The ICC prosecutor’s decision to seek arrest warrants against Israeli leaders puts it beyond doubt: It’s time to cut off the weapons.

John Nichols
Israeli Prime Minister Benjamin Netanyahu (C) arrives for a party meeting at the Israeli parliament, the Knesset, in Jerusalem on May 20, 2024. Israel on May 20 slammed as a "historical disgrace" an application by the prosecutor of the International Criminal Court for an arrest warrant for Netanyahu.
Israeli Prime Minister Benjamin Netanyahu (C) arrives for a party meeting at the Israeli parliament, the Knesset, in Jerusalem on May 20, 2024.(Oren Ben Hakoon / AFP via Getty Images)

When US Senator Bernie Sanders argued two months ago that it was time for the United States to halt new military aid to Israel, the Biden administration and most members of Congress refused to take him seriously. They didn’t listen when the Vermont independent urged them to “block unfettered offensive military aid to the extremist Israeli government—a government led by Prime Minister Netanyahu, who is continuing his unprecedented assault against the Palestinian people.” They dismissed Sanders’s warning that “Netanyahu and his extremist government are clearly in violation of US and international law and, because of that, should no longer receive US military aid.”

They cannot ignore the compelling case for a suspension of aid—based on both international standards and US law—any longer.

With the decision of the International Criminal Court’s prosecution team to seek arrest warrants for Netanyahu and Israeli Defense Minister Yoav Gallant—along with Yahya Sinwar, the Hamas leader in Gaza; Mohammed Diab Ibrahim al-Masri, who is better known as Mohammed Deif, the leader of the Al Qassem Brigades; and Ismail Haniyeh, Hamas’s political leader—it is time, once and for all, to stop making excuses. The five named individuals face charges that they have engaged in war crimes and crimes against humanity: the Hamas leaders for the role in plotting and implementing the October 7 attack that left at least 1,200 dead, and the Israeli leaders for launching an assault on Gaza that has left more than 35,500 Palestinians dead, a substantial portion of them women and children, and wounded almost 80,000.

The prosecutor’s decision to apply for the warrants should tip the balance, even for those who have been cautious about pressuring Israel, against the allocation and distribution of any additional US military aid.

It is true that the legal process is just beginning. ICC judges must decide which warrants, if any, will be issued. But the seriousness of the charges against the Israelis ought to cause the president and Congress to press the pause button—for practical, political, and moral reasons.

According to Karim Khan, the ICC’s chief prosecutor, the charges against Netanyahu and Gallant include “causing extermination, causing starvation as a method of war, including the denial of humanitarian relief supplies, deliberately targeting civilians in conflict.” The charges against the Hamas leaders are equally grave.

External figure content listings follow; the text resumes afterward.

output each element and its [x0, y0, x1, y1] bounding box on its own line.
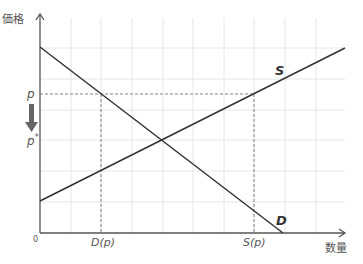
p-label: p [26, 87, 35, 101]
price-drop-arrow-icon [25, 104, 38, 132]
x-axis-label: 数量 [325, 242, 347, 255]
supply-demand-chart: 価格 数量 0 p p* D(p) S(p) S D [0, 0, 363, 264]
origin-label: 0 [33, 235, 38, 244]
p-star-label: p* [26, 133, 39, 148]
y-axis-label: 価格 [2, 12, 24, 26]
d-curve-label: D [276, 213, 287, 228]
s-curve-label: S [275, 63, 284, 78]
dashed-guides [40, 94, 254, 233]
d-of-p-label: D(p) [91, 236, 115, 249]
grid [40, 18, 345, 233]
s-of-p-label: S(p) [243, 236, 266, 249]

But as Khan explains, the Israeli response to the October 7 attack has had a disproportionately deadly impact on civilians in Gaza. “The fact that Hamas fighters need water doesn’t justify denying water from all the civilian population of Gaza,” said the prosecutor.

Kahn—who, far from being some pro-Palestinian partisan, has been accused of treating Israel too leniently in the past—asked a group of international lawyers with expertise regarding human rights violations to advise him regarding prosecutions. Four of them—Amal Clooney, an adjunct professor at Columbia Law School and cofounder of the Clooney Foundation for Justice; Danny Friedman, an expert in criminal law, international law, and human rights; Baroness Helena Kennedy, a member of the British House of Lords and director of the International Bar Association Human Rights Institute; and Elizabeth Wilmshurst, the former deputy legal adviser at the United Kingdom Foreign and Commonwealth Office and distinguished fellow of international law at Chatham House—wrote in the Financial Times:

The Panel unanimously agrees with the prosecutor’s conclusion that there are reasonable grounds to believe that three of Hamas’s most senior leaders—Yahya Sinwar, Mohammed Deif and Ismail Haniyeh—have committed war crimes and crimes against humanity for the killing of hundreds of civilians, the taking of at least 245 hostages and acts of sexual violence committed against Israeli hostages. The Panel also unanimously agrees that the evidence presented by the prosecutor provides reasonable grounds to believe that Netanyahu and Israel’s minister of defense Yoav Gallant have committed war crimes and crimes against humanity. This includes the war crime of intentionally using starvation of civilians as a method of warfare and the murder and persecution of Palestinians as crimes against humanity. Our reasons for reaching these conclusions are set out in our legal report.

As the experts explained,

There is no doubt that the step taken today by the prosecutor is a milestone in the history of international criminal law. There is no conflict that should be excluded from the reach of the law; no child’s life valued less than another’s. The law we apply is humanity’s law, not the law of any given side. It must protect all the victims of this conflict; and all civilians in conflicts to come.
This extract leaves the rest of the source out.